FUDCon Tempe Hackfest: Etherpad
This post is one of multiple FUDCon Tempe hackfest liveblogs. (Not sure what FUDCon is? Read this post first.)
I caught up with and Sebastian Dziallas in the back corner of the lightning talks room as they were winding down several hours of work on Etherpad, a browser-based collaborative text editor that's used widely for realtime document editing within the Fedora community. They're drawing on work started at the Etherpad FAD in October of 2010 and were happily surprised to find some patches from the earlier FAD had already been adopted into the latest upstream release.
What are you guys doing?
Sebastian: We're working on Etherpad and trying to get it packaged in Fedora.
Andrew: It's actually a good example of bringing a random third-party application into Fedora. In a lot of cases, Java applications will bundle random blobs that they get from someplace, so the procedure to go through to get something like that into Fedora is to start with a spec file (a script that, among other things, specifies how to install the software) that will build it the way [the upstream community] expects it to build. Start by using their bundled [library] copies, and one by one go through and replace each [library] with the Fedora copies.
Note for newcomers: "packaging" refers to getting a piece of open source software into the list of "one-click installs" that users of a Linux distribution like Fedora can easily try out. Different distributions have different requirements for packaging, and Fedora has fairly strict standards for licensing and up-to-dateness of code; furthermore, all the software dependencies that a program relies upon must be packaged separately, also in Fedora, before the program itself is allowed in.
Packaging a piece of software for Fedora therefore usually entails a thorough architecture and licensing review along with patching the software to use well-maintained code libraries - it can be a fair amount of work. The payoff is that your software is instantly exposed to a wider audience who can install and test your latest stable release with one command or a few button clicks. You can learn more about packaging software for Fedora at the Package Maintainers page.
Andrew: Most of the hard work has already been done. Almost all the dependencies are already in Fedora.
Mat: We've found the dependencies that aren't [in Fedora] yet, so I'm working on packaging them.
Andrew: And I can get them reviewed hopefully today or tomorrow. There's just a few that remain...
Sebastian: Right - 3 packages. We started out with having 30 libraries which were bundled, and ripped them out over the time, and now we're down to 3.
Andrew: 2 of the remaining ones are actually forked copies of libraries we do have in Fedora, so we're seeing if we can make [Etherpad] work with the unforked version.
What can people do to help?
Andrew: One thing we need is a Scala programmer. We want to see if we can get Etherpad upstream working with the latest version of Scala, 2.8, because right now we're making it work with the compat-package [of an outdated version of Scala].
Sebastian: There's one last package of doom (c3p0-0.9.1.2.jar) that is needed to build Etherpad, but it currently has trouble compiling against the latest Java version. We need a Java programmer to take a look and see if they can fix that, remove Etherpad's dependency on it, or use a different Java compiler on it.
If you're a Scala or Java programmer or packager who can help, get in touch with Andrew, Mat, or Sebastian and take a look at the notes on Packaging Etherpad, and hopefully we'll have Etherpad packaged and etherpad.fedoraproject.org up and running sometime during the next release.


INSTRUCTIONS FOR THE TASK. The expected answer is a copy of every line in the listing that has the word "pluto".

INPUT DATA.
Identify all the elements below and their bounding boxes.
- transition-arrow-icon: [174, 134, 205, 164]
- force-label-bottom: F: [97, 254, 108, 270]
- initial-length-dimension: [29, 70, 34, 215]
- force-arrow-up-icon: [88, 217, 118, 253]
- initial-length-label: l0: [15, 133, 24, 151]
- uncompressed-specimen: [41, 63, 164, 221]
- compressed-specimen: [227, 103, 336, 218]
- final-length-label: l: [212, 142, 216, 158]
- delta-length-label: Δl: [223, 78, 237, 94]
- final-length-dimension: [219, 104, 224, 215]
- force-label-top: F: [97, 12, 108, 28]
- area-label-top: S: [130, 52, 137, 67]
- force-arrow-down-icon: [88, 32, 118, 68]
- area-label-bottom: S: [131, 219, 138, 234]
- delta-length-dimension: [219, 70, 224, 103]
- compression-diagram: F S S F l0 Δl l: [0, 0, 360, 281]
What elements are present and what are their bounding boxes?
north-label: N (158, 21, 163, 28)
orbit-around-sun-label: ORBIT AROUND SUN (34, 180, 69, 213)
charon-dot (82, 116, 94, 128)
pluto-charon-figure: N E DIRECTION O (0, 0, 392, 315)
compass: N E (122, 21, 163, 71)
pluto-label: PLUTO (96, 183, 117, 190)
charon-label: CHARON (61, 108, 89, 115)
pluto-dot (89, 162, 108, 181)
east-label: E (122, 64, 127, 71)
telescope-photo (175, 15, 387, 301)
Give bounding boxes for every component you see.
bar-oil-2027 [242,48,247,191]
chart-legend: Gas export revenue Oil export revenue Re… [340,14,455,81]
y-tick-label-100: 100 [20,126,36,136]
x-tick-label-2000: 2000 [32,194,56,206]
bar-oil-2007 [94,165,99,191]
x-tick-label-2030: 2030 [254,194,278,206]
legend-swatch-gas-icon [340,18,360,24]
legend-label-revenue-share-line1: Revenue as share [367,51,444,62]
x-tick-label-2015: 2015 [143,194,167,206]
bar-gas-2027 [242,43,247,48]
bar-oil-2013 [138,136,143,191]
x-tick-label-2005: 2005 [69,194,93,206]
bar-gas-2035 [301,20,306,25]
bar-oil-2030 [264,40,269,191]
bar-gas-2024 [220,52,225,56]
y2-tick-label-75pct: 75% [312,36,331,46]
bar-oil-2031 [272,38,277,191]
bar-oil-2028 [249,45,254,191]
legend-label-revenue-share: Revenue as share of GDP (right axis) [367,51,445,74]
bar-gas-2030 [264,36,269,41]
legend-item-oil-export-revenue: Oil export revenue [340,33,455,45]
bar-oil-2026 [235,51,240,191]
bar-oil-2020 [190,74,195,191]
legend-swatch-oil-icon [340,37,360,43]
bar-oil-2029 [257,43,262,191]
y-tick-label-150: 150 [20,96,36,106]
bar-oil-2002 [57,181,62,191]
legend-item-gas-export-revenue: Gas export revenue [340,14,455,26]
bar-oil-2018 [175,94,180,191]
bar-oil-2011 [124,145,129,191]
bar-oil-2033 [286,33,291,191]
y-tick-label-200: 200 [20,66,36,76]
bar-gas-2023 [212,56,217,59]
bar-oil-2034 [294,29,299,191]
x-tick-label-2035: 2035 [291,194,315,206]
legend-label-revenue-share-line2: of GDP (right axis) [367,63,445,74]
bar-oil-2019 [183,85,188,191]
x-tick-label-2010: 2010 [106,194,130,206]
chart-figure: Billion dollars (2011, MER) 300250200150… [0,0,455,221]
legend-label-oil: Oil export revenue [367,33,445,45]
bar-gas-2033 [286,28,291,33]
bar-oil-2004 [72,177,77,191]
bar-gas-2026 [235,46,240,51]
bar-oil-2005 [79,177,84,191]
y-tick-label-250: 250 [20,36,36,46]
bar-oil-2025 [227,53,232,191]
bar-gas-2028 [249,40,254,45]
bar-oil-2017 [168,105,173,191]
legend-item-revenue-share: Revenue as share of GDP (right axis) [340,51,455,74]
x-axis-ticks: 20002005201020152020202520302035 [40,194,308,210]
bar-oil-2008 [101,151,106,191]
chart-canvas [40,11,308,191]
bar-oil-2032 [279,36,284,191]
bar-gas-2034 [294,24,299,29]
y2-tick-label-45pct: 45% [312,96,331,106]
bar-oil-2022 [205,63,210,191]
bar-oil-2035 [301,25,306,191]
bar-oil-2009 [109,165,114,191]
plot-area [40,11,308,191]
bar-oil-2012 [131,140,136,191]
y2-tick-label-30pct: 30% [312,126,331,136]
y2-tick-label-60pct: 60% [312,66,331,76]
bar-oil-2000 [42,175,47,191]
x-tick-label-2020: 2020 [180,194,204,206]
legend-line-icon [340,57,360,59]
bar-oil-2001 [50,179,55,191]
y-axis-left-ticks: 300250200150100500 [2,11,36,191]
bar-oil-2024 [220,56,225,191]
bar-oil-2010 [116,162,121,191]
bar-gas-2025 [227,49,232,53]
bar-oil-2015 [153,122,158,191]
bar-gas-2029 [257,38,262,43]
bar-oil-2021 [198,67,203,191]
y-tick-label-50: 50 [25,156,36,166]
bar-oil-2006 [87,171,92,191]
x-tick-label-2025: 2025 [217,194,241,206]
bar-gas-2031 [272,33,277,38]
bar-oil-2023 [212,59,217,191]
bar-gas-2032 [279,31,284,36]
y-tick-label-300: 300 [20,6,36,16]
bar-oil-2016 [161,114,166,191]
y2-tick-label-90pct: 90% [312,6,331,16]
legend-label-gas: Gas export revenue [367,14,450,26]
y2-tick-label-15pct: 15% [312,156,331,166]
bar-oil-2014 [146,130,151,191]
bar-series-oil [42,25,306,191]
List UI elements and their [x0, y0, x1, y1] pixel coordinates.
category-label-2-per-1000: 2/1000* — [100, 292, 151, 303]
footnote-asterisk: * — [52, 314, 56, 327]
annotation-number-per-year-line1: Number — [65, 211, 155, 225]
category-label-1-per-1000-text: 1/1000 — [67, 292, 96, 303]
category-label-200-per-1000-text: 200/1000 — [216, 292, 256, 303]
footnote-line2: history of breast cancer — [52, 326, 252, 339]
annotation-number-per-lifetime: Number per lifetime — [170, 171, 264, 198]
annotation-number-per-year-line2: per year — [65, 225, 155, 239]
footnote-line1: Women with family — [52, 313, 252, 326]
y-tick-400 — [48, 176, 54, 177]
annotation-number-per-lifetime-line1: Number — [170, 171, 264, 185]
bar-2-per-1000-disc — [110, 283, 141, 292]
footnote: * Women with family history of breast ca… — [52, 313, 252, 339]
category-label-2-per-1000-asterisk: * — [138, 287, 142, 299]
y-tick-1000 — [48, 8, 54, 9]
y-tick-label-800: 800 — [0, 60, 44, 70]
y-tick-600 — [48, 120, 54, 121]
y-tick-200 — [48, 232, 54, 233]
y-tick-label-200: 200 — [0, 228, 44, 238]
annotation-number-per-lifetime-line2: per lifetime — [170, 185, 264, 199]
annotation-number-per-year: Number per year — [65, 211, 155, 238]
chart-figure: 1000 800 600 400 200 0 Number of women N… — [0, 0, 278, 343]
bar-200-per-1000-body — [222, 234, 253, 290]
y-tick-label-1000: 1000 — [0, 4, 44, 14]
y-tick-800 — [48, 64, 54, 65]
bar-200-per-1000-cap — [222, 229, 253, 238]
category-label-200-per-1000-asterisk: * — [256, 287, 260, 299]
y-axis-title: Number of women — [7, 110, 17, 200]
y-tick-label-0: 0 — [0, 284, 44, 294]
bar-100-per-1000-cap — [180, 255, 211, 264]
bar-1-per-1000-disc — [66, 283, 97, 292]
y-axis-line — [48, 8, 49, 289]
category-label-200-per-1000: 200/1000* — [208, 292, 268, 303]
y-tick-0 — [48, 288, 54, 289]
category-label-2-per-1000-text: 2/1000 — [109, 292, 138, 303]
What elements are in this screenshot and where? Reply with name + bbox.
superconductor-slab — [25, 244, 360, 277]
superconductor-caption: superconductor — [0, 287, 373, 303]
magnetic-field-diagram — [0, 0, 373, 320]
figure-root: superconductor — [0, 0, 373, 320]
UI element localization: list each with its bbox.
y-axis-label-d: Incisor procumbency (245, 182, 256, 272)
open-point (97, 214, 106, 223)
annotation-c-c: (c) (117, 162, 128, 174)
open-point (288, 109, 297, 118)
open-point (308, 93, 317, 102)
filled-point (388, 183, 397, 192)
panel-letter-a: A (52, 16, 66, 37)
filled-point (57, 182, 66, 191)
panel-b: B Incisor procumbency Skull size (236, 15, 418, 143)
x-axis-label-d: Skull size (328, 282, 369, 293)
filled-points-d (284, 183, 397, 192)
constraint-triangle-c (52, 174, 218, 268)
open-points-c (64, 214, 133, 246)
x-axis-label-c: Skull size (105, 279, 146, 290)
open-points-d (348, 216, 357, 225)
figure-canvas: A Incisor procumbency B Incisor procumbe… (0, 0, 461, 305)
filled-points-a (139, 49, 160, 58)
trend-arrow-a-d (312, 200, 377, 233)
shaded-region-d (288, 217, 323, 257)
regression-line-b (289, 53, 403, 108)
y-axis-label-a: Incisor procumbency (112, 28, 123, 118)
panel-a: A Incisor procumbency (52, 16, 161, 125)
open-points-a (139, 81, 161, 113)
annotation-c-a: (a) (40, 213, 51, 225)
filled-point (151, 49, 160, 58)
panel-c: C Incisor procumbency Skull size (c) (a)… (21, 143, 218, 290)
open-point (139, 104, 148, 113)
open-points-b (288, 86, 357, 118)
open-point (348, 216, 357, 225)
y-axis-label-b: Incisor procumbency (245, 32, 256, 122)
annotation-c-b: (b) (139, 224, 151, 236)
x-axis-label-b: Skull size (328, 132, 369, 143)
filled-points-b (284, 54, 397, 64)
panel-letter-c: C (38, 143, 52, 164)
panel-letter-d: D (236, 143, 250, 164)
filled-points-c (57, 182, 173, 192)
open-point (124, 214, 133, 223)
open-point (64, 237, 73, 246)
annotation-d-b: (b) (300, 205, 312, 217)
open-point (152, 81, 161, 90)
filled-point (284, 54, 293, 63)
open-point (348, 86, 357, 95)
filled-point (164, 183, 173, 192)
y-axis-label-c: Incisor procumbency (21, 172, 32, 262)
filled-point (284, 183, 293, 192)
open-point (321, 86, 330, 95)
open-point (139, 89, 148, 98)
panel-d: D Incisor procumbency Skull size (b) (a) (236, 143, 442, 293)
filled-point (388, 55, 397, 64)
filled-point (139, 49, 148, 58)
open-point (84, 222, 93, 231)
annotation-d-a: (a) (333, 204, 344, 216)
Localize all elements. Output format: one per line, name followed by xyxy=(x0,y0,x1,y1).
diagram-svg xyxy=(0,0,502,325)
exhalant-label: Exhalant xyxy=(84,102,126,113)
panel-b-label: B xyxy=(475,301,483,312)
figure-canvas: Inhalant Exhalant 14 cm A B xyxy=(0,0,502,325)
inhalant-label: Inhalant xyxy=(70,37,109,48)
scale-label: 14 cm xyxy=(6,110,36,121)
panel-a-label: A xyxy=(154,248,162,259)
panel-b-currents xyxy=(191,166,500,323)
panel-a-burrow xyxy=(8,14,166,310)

FINISHED EXERCISE.
pluto-charon-figure: N E DIRECTION O (0, 0, 392, 315)
pluto-label: PLUTO (96, 183, 117, 190)
pluto-dot (89, 162, 108, 181)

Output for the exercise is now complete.